We have been struggling with this question on this site for several weeks now. NBC presents three theories in the excerpts below, none of which are very convincing.

One: Maybe the states with fewer cases just do fewer tests. In essence, they want you to believe that the decline in the south is a mirage, that COVID may be just as bad as in the northeast, but that no one knows about it because they are not testing enough people to find it. out. It is true that southern states have generally tested less than in the northern states, but Louisiana ranks 15th out of the 50 states in tests per capita, and the cases are seen to decline for months. Even in states with limited testing, the positivity rate should give us an idea of ​​whether cases are rising or falling. And in Texas, California and Arizona, to take just three examples, the positivity rate is far from its winter peak.

However, the acid test is hospitalizations. If there is a real increase in cases in the population, it may eventually lead to an increase in hospitalizations. It is in Michigan, the state hardest hit in the union. But in Texas, hospitalizations are still declining nearly a month after the mask mandate and capacity constraints for businesses were lifted. This is not a mirage. Cases are really down there.

Two: Perhaps there is more natural immunity in countries that have adopted fewer restrictions, making it more difficult for the virus to spread at this late stage of the pandemic, relative to the ease with which it spreads in pro-lockdown states. The logic behind the theory is appealing: states that remained open facilitated more socialization by their inhabitants, and more socialization would mean that the virus spread more widely and infected a larger portion of the population. I made the point yesterday that in the COVID cases per capita, Michigan is in the top 10 among U.S. states, indicating that relatively few people there were infected until recently. This meant that there was less natural immunity, which in turn means that there is now more ignition for a wave. In Texas, where restrictions were lighter, this may not be the case.

But there are wrinkles in the theory. Texas and California may have had more cases per capita than Michigan, but they had far fewer than New York and New Jersey, which both saw cases rise lately (though it’s not like Michigan). If you want to compare per capita deaths rather than a measure of how many infections a particular state has seen, note that New Jersey, New York and Massachusetts are the top three of the US states, while Texas ranks 24th and California the 31st place. Michigan ranks 21st – whore as one of the latter two states. Deaths are not a perfect apple-to-apple comparison between states, as some (New York and New Jersey) had their deaths ‘pre-loaded’ at the beginning of the pandemic, when hospital treatments for COVID were primitive, while others later seen more hospitalizations. , when doctors could save people better. But, regardless of their positions for closure, it’s hard to look at what the northeast has gone through and get away with thinking that there should be less natural immunity there than in the south.

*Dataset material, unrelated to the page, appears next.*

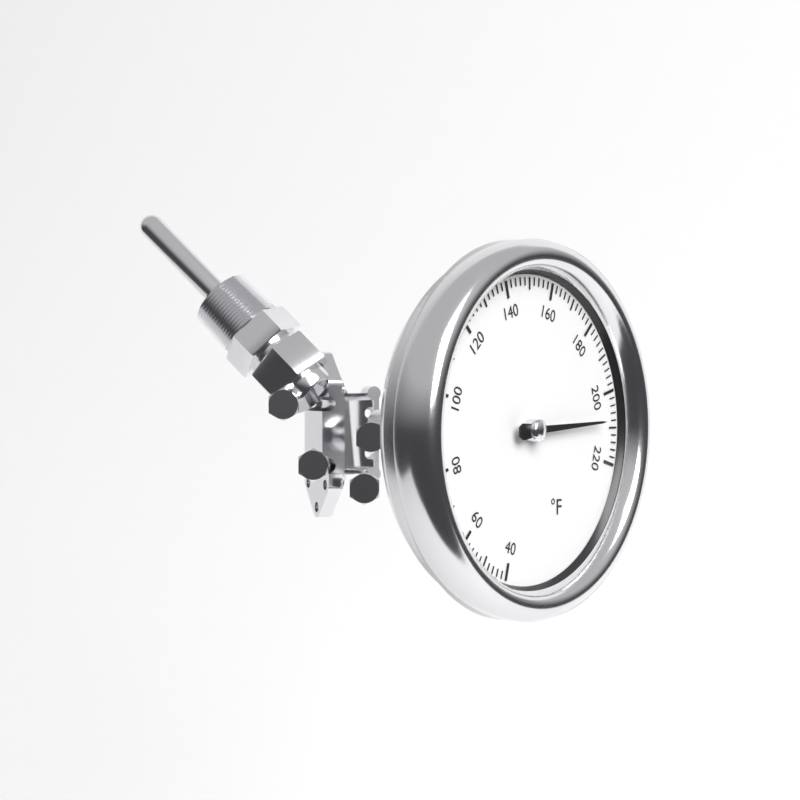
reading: 208 °F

Three: Maybe university kids from the north are going south for spring break, getting infected there and bringing the virus back home. Okay, okay – but university students in the south also go on spring break. Would they not spread the virus in their own hometowns after returning and also sowing outbreaks in the south? And would not business owners who care about spring customers become infected and then spread the virus in their own local communities? I do not know why there will be a difference between epidemics in lockdown against counter-closures, because young people travel more.

I stick to my half-assed pet theory to explain why the lockdown states perform worse than the anti-lockdown: Weather. After all, California was a heavy-handed pro-lockdown state, but their affairs have been in free fall since late January. Yesterday, they recorded just 2,402 cases across the country, placing them ninth out of the 50 states, even though they had by far the largest population. And the worst period in California was during the winter, when it endured a severe outbreak, despite the fact that it still had many restrictions. I think the weather that drives more people outdoors is the easiest explanation for the geographical variance in cases. To the extent that easing restrictions encourages people to go outside more, it may be helpful to fend things off, but weather probably plays a bigger role.